“Yes.”
“No, you idiot, it’s not yes. How could it be a Zeppelin signal when, according to the conversation which I overheard, the signal had already been given twice before the war. Besides, is it really a signal?”
“No.”
“How do you mean, no? What else could it be, you silly ass? You’d do better to hold your tongue and listen to me, all the more as you don’t even know what it’s all about. . . . No more do I, for that matter, and I confess that I’m at an utter loss. Lord, it’s a complicated business, and I’m not much of a hand at solving these problems.”
Patrice Belval was even more perplexed when he came to the bottom of the Rue de la Tour. There were several roads in front of him, and he did not know which to take. Moreover, though he was in the middle of Passy, not a spark shone in the dark sky.
“It’s finished, I expect,” he said, “and we’ve had our trouble for nothing. It’s your fault, Ya-Bon. If you hadn’t made me lose precious moments in snatching you from the arms of your beloved we should have arrived in time. I admit Angèle’s charms, but, after all . . .”
He took his bearings, feeling more and more undecided. The expedition undertaken on chance and with insufficient information was certainly yielding no results; and he was thinking of abandoning it when a closed private car came out of the Rue Franklin, from the direction of the Trocadéro, and some one inside shouted through the speaking-tube:
“Bear to the left . . . and then straight on, till I stop you.”
Now it appeared to Captain Belval that this voice had the same foreign inflection as one of those which he had heard that morning at the restaurant.
“Can it be the beggar in the gray hat,” he muttered, “one of those who tried to carry off Little Mother Coralie?”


**YOUR OBJECTIVE:**
Without including the images, transcribe each record precisely as it appears below.

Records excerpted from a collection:
"""

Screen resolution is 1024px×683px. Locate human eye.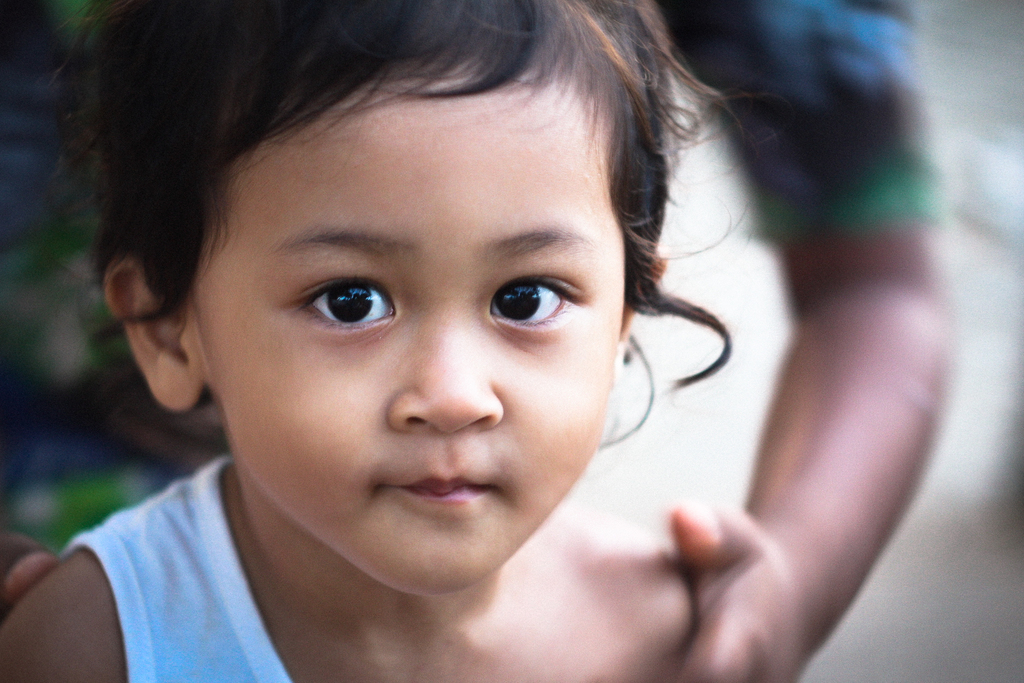
[x1=291, y1=274, x2=403, y2=339].
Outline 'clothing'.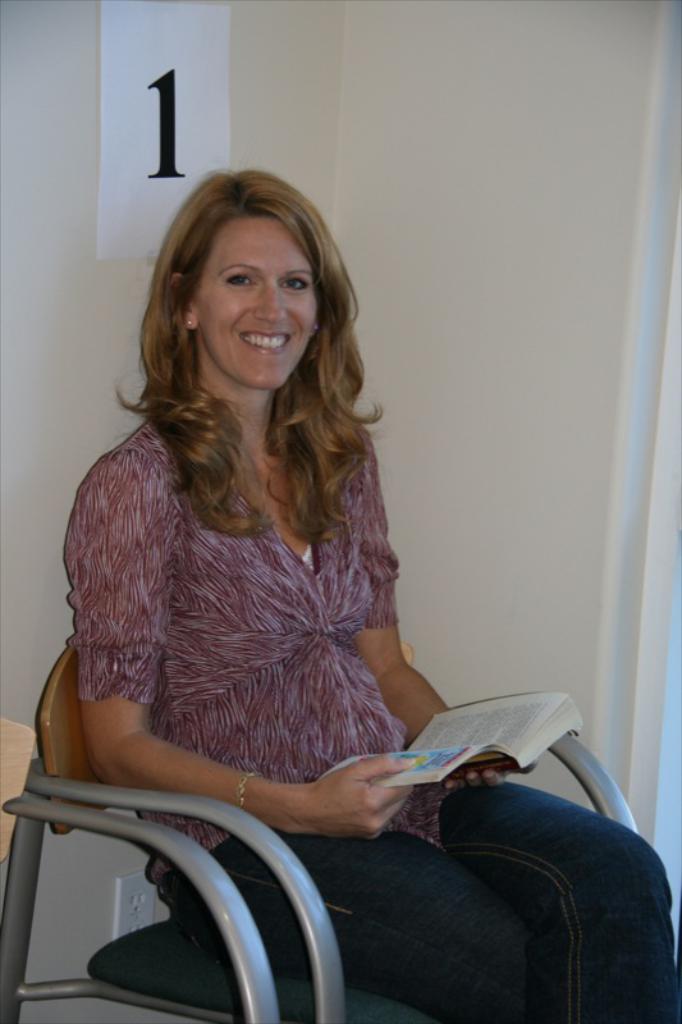
Outline: 56/396/677/1023.
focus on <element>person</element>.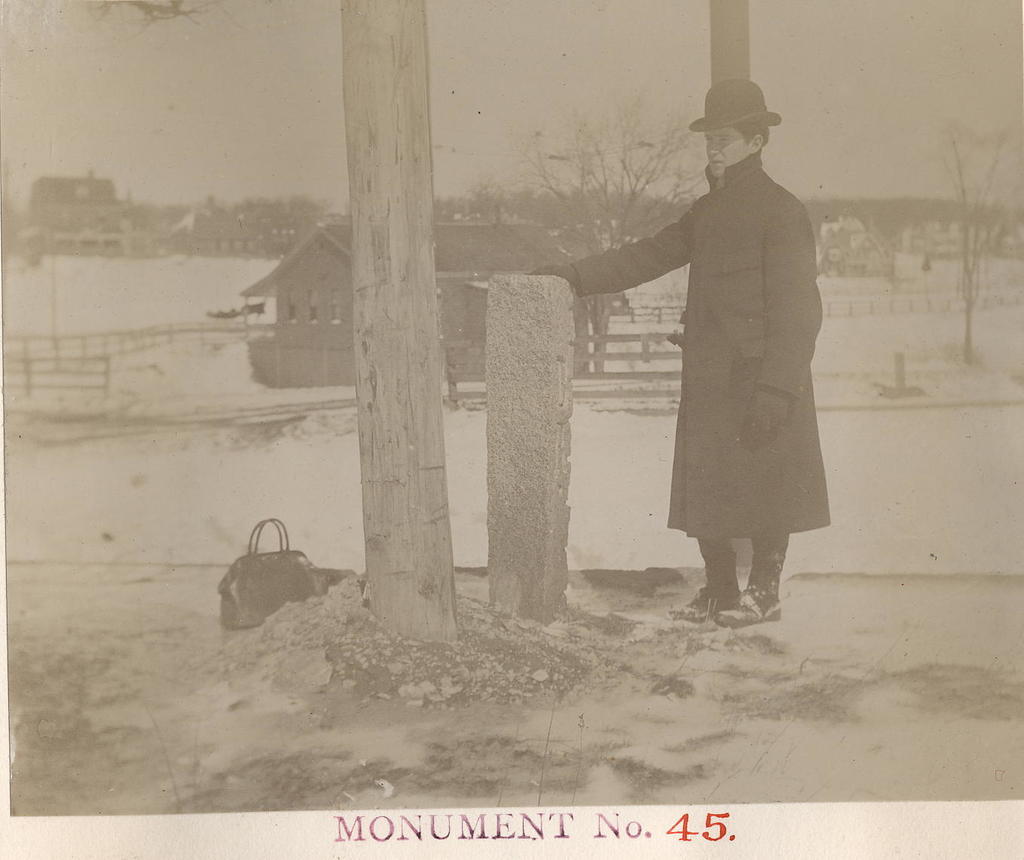
Focused at 587 85 843 639.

"""

**EXERCISE OUTPUT:**
Screen resolution is 1024px×683px. Locate human eye.
[x1=291, y1=274, x2=403, y2=339].
Outline 'clothing'.
Outline: 56/396/677/1023.
focus on <element>person</element>.
Focused at 587 85 843 639.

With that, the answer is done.